Rami Malek (Mr. Robot) is quietly spectacular in the lead as Buster/Jonah, which at the beginning of the film manifests as three separate roles. Slowly, in pieces, we find out how these three tie together as one, how a quintessential “struggling family man” archetype working the graveyard shift at a remote Montana hotel to support his wife and infant child (Kate Lyn Sheil and Sukha Belle Potter, respectively) can also be a composite of the Unabomber and “The Last True Hermit”, as well as a man adrift at sea. Malek is given plenty of scenery to chew, but does so with restraint and soul even when there’s ample opportunity to be hammy.
DJ Qualls, whose character weasels into Jonah’s life as “The Last Free Man” and does more than anyone to precipitate the psychic inversion that effectively transforms Jonah into Buster, veers closer to an X-Files caricature of a bug-eyed conspiracy theorist, but context justifies what might otherwise be well-worn territory: Qualls’ character feels knowingly postmodern, both a tribute to and parody of pre-millennium tension (which, of course, feels charmingly anachronistic in light — or, rather, in dark — of our current national horror show).
Smith has refined her approach on every level here, making a film that is at once her leanest and most ambitious work to date. A perfect balance of space and control is struck between director and cast, and Smith’s almost-signature blend of haphazard documentary footage and ornate, deliberate set shots feels more natural than it had prior. The pacing is taut and consistently engaging, a feat which is all the more impressive given the film’s sometimes convoluted structure. Oh, and it’s funny, too: comedic forays into service industry politics, Christian dogma, and nigh-Lynchian depictions of rural cops all seem like they should be too much for a movie that also touches on toxic masculinity, our relationship to media, and general mental stability, but virtually no piece feels strained or out of place. Even when the film tarries perilously close to Fight Club “what is reality?” territory, it works to ultimately benefit the whole.

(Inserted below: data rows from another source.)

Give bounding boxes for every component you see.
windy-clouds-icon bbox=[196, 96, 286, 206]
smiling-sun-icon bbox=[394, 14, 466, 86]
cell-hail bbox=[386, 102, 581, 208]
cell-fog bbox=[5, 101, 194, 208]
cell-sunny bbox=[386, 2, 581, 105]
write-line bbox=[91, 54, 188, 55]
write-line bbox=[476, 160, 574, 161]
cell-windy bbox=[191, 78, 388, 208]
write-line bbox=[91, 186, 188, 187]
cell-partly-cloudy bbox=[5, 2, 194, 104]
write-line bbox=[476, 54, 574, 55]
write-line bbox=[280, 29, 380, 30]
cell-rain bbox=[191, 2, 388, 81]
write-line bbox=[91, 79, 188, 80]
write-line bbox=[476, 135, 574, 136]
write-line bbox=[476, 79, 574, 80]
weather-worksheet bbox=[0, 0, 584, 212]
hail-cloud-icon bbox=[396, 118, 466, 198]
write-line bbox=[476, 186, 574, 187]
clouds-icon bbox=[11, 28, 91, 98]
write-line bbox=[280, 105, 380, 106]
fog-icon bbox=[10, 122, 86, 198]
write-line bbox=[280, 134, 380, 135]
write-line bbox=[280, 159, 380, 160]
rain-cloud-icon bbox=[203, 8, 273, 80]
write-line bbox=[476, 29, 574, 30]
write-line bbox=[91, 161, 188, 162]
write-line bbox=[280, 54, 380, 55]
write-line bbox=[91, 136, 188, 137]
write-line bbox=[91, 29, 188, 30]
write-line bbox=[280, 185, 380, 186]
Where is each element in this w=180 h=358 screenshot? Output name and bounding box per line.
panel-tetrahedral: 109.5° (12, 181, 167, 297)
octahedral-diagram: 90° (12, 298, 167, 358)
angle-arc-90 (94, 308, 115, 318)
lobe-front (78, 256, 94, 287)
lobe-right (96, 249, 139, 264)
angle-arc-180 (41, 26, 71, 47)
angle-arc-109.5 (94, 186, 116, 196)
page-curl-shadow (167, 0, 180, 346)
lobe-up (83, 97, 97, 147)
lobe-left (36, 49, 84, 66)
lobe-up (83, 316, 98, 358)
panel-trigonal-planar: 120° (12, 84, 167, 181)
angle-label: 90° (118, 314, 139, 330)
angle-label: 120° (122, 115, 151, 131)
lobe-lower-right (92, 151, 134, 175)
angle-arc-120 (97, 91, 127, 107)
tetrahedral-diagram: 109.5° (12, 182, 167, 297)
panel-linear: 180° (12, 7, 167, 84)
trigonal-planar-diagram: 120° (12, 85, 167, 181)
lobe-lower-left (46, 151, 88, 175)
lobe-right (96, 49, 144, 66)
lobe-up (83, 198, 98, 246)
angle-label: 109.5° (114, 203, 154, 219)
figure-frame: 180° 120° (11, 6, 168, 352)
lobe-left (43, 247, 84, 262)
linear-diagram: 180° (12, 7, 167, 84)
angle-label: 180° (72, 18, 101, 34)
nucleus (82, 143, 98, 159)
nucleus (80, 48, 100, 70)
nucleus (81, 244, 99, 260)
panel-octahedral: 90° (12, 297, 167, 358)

The natural inclination after viewing Buster’s Mal Heart might be to designate Smith and her collaborators here as “talents to watch” from here on in, but really, that seems silly. Even if Smith never hits the mark again, or if everyone involved in Buster’s Mal Heart never makes another film, they’ve already nailed it. If there’s one obvious lesson driven home by watching this movie, it’s that you never really know what the future will bring.